But Social Security, as well, is a big item. And I campaigned on it, as you're painfully aware, since you had to suffer through many of my speeches. I didn't duck the issue like others have done have in the past. I said this is a vital issue and we need to work together to solve it. Now, the temptation is going to be, by well-meaning people such as yourself, John, and others here, as we run up to the issue to get me to negotiate with myself in public; to say, you know, what's this mean, Mr. President, what's that mean. I'm not going to do that. I don't get to write the law. I will propose a solution at the appropriate time, but the law will be written in the halls of Congress. And I will negotiate with them, with the members of Congress, and they will want me to start playing my hand: Will you accept this? Will you not accept that? Why don't you do this hard thing? Why don't you do that? I fully recognize this is going to be a decision that requires difficult choices, John. Inherent in your question is, do I recognize that? You bet I do. Otherwise, it would have been.
Timothy Noah of Slate wrote yesterday of his theories of Bush's refusal to disclose how he is going to achieve Social Security reform.
When Bush says someone is trying to get him to "negotiate with myself in public," which he says a lot, it has always been my understanding that he means he doesn't have to consider an argument with which he doesn't agree. Now, though, I suspect that, at least in this case, he means something more. He's saying that he doesn't have to consider reality. It isn't his job to do "this hard thing." That's somebody else's job—in this instance, Congress: "I don't get to write the law."
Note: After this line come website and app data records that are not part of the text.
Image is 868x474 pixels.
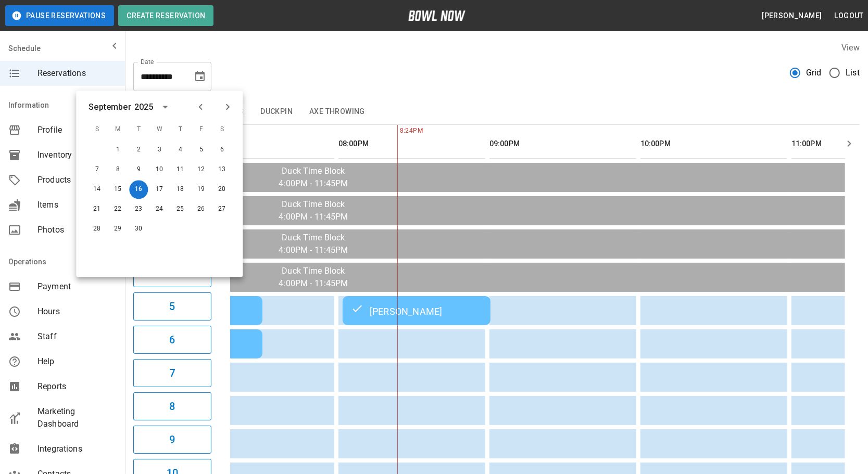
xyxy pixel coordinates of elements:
h6: 7 [170,364,175,382]
button: Sep 3, 2025 [150,141,169,159]
button: Sep 25, 2025 [171,200,190,219]
button: Sep 26, 2025 [191,200,210,219]
span: Grid [806,67,821,79]
button: Sep 15, 2025 [108,180,127,199]
div: September [89,101,131,113]
button: Sep 24, 2025 [150,200,169,219]
button: [PERSON_NAME] [758,6,825,26]
div: 2025 [135,101,153,113]
span: F [191,119,210,140]
button: Sep 13, 2025 [212,161,231,179]
span: Profile [37,124,117,136]
button: 6 [133,326,212,354]
h6: 6 [170,331,175,348]
button: Sep 19, 2025 [191,180,210,199]
span: T [129,119,148,140]
button: Duckpin [252,99,301,124]
label: View [841,43,859,53]
button: Axe Throwing [301,99,373,124]
button: Sep 29, 2025 [108,220,127,239]
button: Sep 10, 2025 [150,161,169,179]
span: Photos [37,224,117,236]
span: Hours [37,305,117,318]
button: Sep 20, 2025 [212,180,231,199]
button: Sep 16, 2025 [129,180,148,199]
button: 9 [133,425,212,454]
button: Choose date, selected date is Sep 16, 2025 [190,66,210,87]
span: Inventory [37,148,117,161]
button: Sep 12, 2025 [191,161,210,179]
button: Previous month [191,98,209,116]
button: Sep 14, 2025 [87,180,107,199]
button: Sep 7, 2025 [87,161,107,179]
button: Pause Reservations [5,5,114,26]
button: Sep 22, 2025 [108,200,127,219]
h6: 8 [170,398,175,414]
span: Staff [37,330,117,343]
button: 7 [133,359,212,387]
div: [PERSON_NAME] [351,305,482,317]
span: Help [37,355,117,368]
button: Sep 17, 2025 [150,180,169,199]
span: W [150,119,169,140]
button: Sep 9, 2025 [129,161,148,179]
button: Sep 28, 2025 [87,220,107,239]
button: 8 [133,392,212,420]
div: inventory tabs [133,99,859,124]
button: 5 [133,292,212,320]
span: S [87,119,107,140]
button: Sep 11, 2025 [171,161,190,179]
h6: 9 [170,431,175,448]
button: Sep 8, 2025 [108,161,127,179]
button: calendar view is open, switch to year view [156,98,174,116]
button: Next month [219,98,236,116]
th: 07:00PM [187,129,334,159]
span: List [845,67,859,79]
button: Sep 1, 2025 [108,141,127,159]
button: Sep 23, 2025 [129,200,148,219]
span: M [108,119,127,140]
span: S [212,119,231,140]
h6: 5 [170,298,175,315]
span: 8:24PM [397,126,400,136]
span: T [171,119,190,140]
span: Payment [37,281,117,293]
span: Reservations [37,67,117,79]
button: Sep 6, 2025 [212,141,231,159]
button: Sep 30, 2025 [129,220,148,239]
span: Items [37,199,117,211]
button: Sep 21, 2025 [87,200,107,219]
span: Reports [37,380,117,392]
button: Sep 18, 2025 [171,180,190,199]
span: Integrations [37,443,117,455]
span: Products [37,174,117,186]
img: logo [408,10,465,21]
button: Sep 27, 2025 [212,200,231,219]
button: Sep 2, 2025 [129,141,148,159]
button: Sep 4, 2025 [171,141,190,159]
button: Create Reservation [118,5,213,26]
button: Logout [830,6,868,26]
button: Sep 5, 2025 [191,141,210,159]
span: Marketing Dashboard [37,405,117,430]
What "I" get to do, as president, is make promises that I know perfectly well can never be kept, and then to make Congress break those promises for me. I don't have to change "the principles I believe in" because I know more responsible people in the government will violate them and take the blame.
Those "principles," then, are really nothing more than the narcissism of a spoiled child. Why a Congress controlled by Bush's own party is willing to put up with this infantile buck-passing is anybody's guess. But it's time for the rest of us to recognize that when Bush says he can privatize Social Security cost-free, he's just putting his vanity on display. He only believes it because he can rely on his political allies not to.
He is a petulant spoiled brat. I didn't take the time to count the amount of times he said the words I, me, or my during the press conference, but I wouldn't be surprised if one were to do so, one would discover everything is all about him.